6. Fat / “Oleogustus” (emerging modality)

  • Nutritional role – Highly caloric, carrier of fat-soluble vitamins, essential FAs.
  • Consumer psychology – “The fatter, the better” (ice-cream, potato chips; peak pleasure when finger-licking).
  • Candidate detectors – CD36, GPR120, GPR40, K+ channels (texture), yet multi-modal (taste + mouthfeel).
  • Case studyOlestra (non-digestible fat mimic) tasted fatty but caused gastrointestinal leakage → market failure.

7. Chemesthesis / Spiciness

  • Key TRP channels
    TRPV1 – heat & capsaicin (red chili) → Nobel 2021 (Patapoutian & Julius).
    TRPM8 – cold & menthol → gives “cooling” of mints.
    TRPA1, TRPV3, TRPV4 – mustard oil, gingerol, wasabi, etc.
  • Cultural/Health Aspects
    • Spices historically used for antimicrobial, anti-inflammatory, thermogenic, or metabolic effects.
    • Synergistic perception: sub-threshold chili elevates overall taste intensity of foods.

Beyond the Tongue: Extra-Oral Taste Receptors

  • PCR screens revealed sweet, umami, bitter receptors in gut entero-endocrine cells.
    • Influence GLP-1, CCK, ghrelin → link to satiety & glycaemic control (basis for modern weight-loss drugs).
  • Demonstrates nature’s “re-use” of sensory GPCRs for internal nutrient sensing and metabolic regulation.

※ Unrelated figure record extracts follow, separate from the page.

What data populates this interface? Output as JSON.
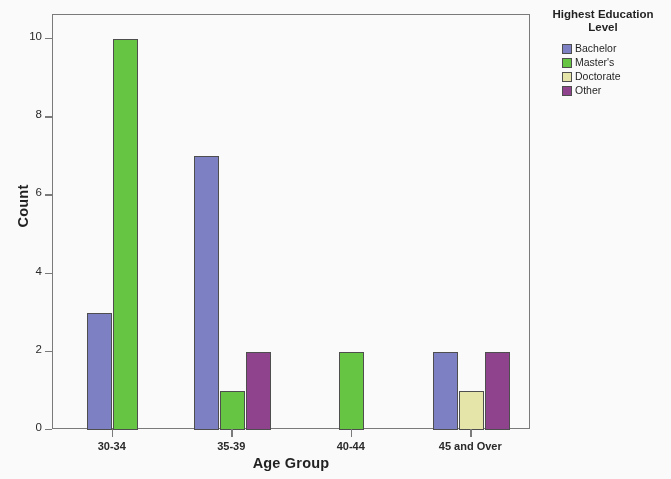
{
  "chart_data": {
    "type": "bar",
    "title": "",
    "xlabel": "Age Group",
    "ylabel": "Count",
    "categories": [
      "30-34",
      "35-39",
      "40-44",
      "45 and Over"
    ],
    "series": [
      {
        "name": "Bachelor",
        "color": "#7b80c6",
        "values": [
          3,
          7,
          0,
          2
        ]
      },
      {
        "name": "Master's",
        "color": "#63c83f",
        "values": [
          10,
          1,
          2,
          0
        ]
      },
      {
        "name": "Doctorate",
        "color": "#e9e9ab",
        "values": [
          0,
          0,
          0,
          1
        ]
      },
      {
        "name": "Other",
        "color": "#8f3e8c",
        "values": [
          0,
          2,
          0,
          2
        ]
      }
    ],
    "ylim": [
      0,
      10
    ],
    "yticks": [
      0,
      2,
      4,
      6,
      8,
      10
    ],
    "ytick_labels": [
      "0",
      "2",
      "4",
      "6",
      "8",
      "10"
    ],
    "grid": false,
    "legend_position": "right",
    "legend_title": "Highest Education Level"
  },
  "legend": {
    "title_line1": "Highest Education",
    "title_line2": "Level",
    "entries": [
      {
        "label": "Bachelor",
        "color": "#7b80c6"
      },
      {
        "label": "Master's",
        "color": "#63c83f"
      },
      {
        "label": "Doctorate",
        "color": "#e9e9ab"
      },
      {
        "label": "Other",
        "color": "#8f3e8c"
      }
    ]
  },
  "axes": {
    "y_title": "Count",
    "x_title": "Age Group"
  }
}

Practical Demonstrations Suggested by Lecturer

  • Clip nose + blindfold → grated onion vs apple become indistinguishable (proves dominance of smell in flavour).
  • Drink coffee while occluding nose, then release → experience olfactory contribution.
  • Rub capsaicin vs sugar in eye (NOT recommended) → only chemesthetic stimuli activate trigeminal endings in cornea.

Key Take-Away Matrix (Zuker 2009)

ModalityPrimary SensorMolecular TypeTypical Ligands
SweetT1R2+T1R3GPCR heterodimerSugars, polyols, HPS, peptides
UmamiT1R1+T1R3GPCR heterodimer\text{L-Glu} + IMP/GMP
Bitter~30 T2RsGPCR familyAlkaloids, metals, hops, etc.
SaltyENaC \alpha\beta\gamma(\delta)Ion channel\text{Na}^+
SourPKD2L1/OTOP1Proton channels\text{H}^+ (acids)
ChemesthesisTRP familyMixed ion channelsCapsaicin, menthol, mustard oil, etc.

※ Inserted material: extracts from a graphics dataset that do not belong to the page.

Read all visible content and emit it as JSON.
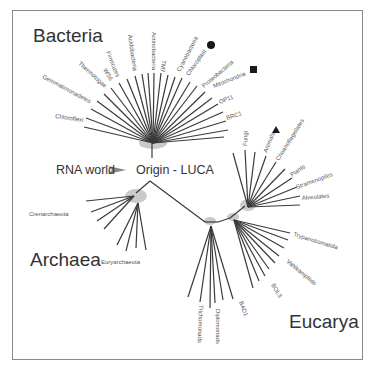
{
  "domains": {
    "bacteria": "Bacteria",
    "archaea": "Archaea",
    "eucarya": "Eucarya"
  },
  "root": {
    "origin_label": "Origin - LUCA",
    "rna_world_label": "RNA world"
  },
  "bacteria_taxa": [
    "Chloroflexi",
    "Gemmatimonadetes",
    "Thermotogae",
    "WS6",
    "Firmicutes",
    "Acidobacteria",
    "Actinobacteria",
    "TM7",
    "Cyanobacteria",
    "Chloroplast",
    "Proteobacteria",
    "Mitochondria",
    "OP11",
    "BRC1"
  ],
  "archaea_taxa": [
    "Crenarchaeota",
    "Euryarchaeota"
  ],
  "eucarya_taxa": [
    "Fungi",
    "Animals",
    "Choanoflagellates",
    "Plants",
    "Stramenopiles",
    "Alveolates",
    "Trypanosomatida",
    "Vahlkampfiids",
    "BOL3",
    "BAD1",
    "Diplomonads",
    "Trichomonads"
  ],
  "markers": {
    "chloroplast": "circle",
    "mitochondria": "square",
    "animals": "triangle"
  },
  "colors": {
    "branch": "#3a3a3a",
    "node_halo": "#b0b0b0",
    "frame": "#8a8a8a",
    "text": "#333333"
  }
}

Entrepreneurship Sidebar – Patents vs Papers

  • Feb 2001: Six labs simultaneously cloned sweet receptor genes.
    • Charles Zuker published in Cell and filed broad patents → led to successful start-up, later acquisition by Swiss firm; example of aligning academic discovery with commercial IP.

Wrap-Up & What’s Next

  • Today covered: sensory methodology → peripheral anatomy → molecular identity of taste, chemesthesis, fat sensing.
  • Remaining topic (deferred to next lecture): Olfaction (smell receptors, flavour synergy, food design).
  • Reminder: VIP speaker + quiz next Tuesday. Bring classmates, arrive on time.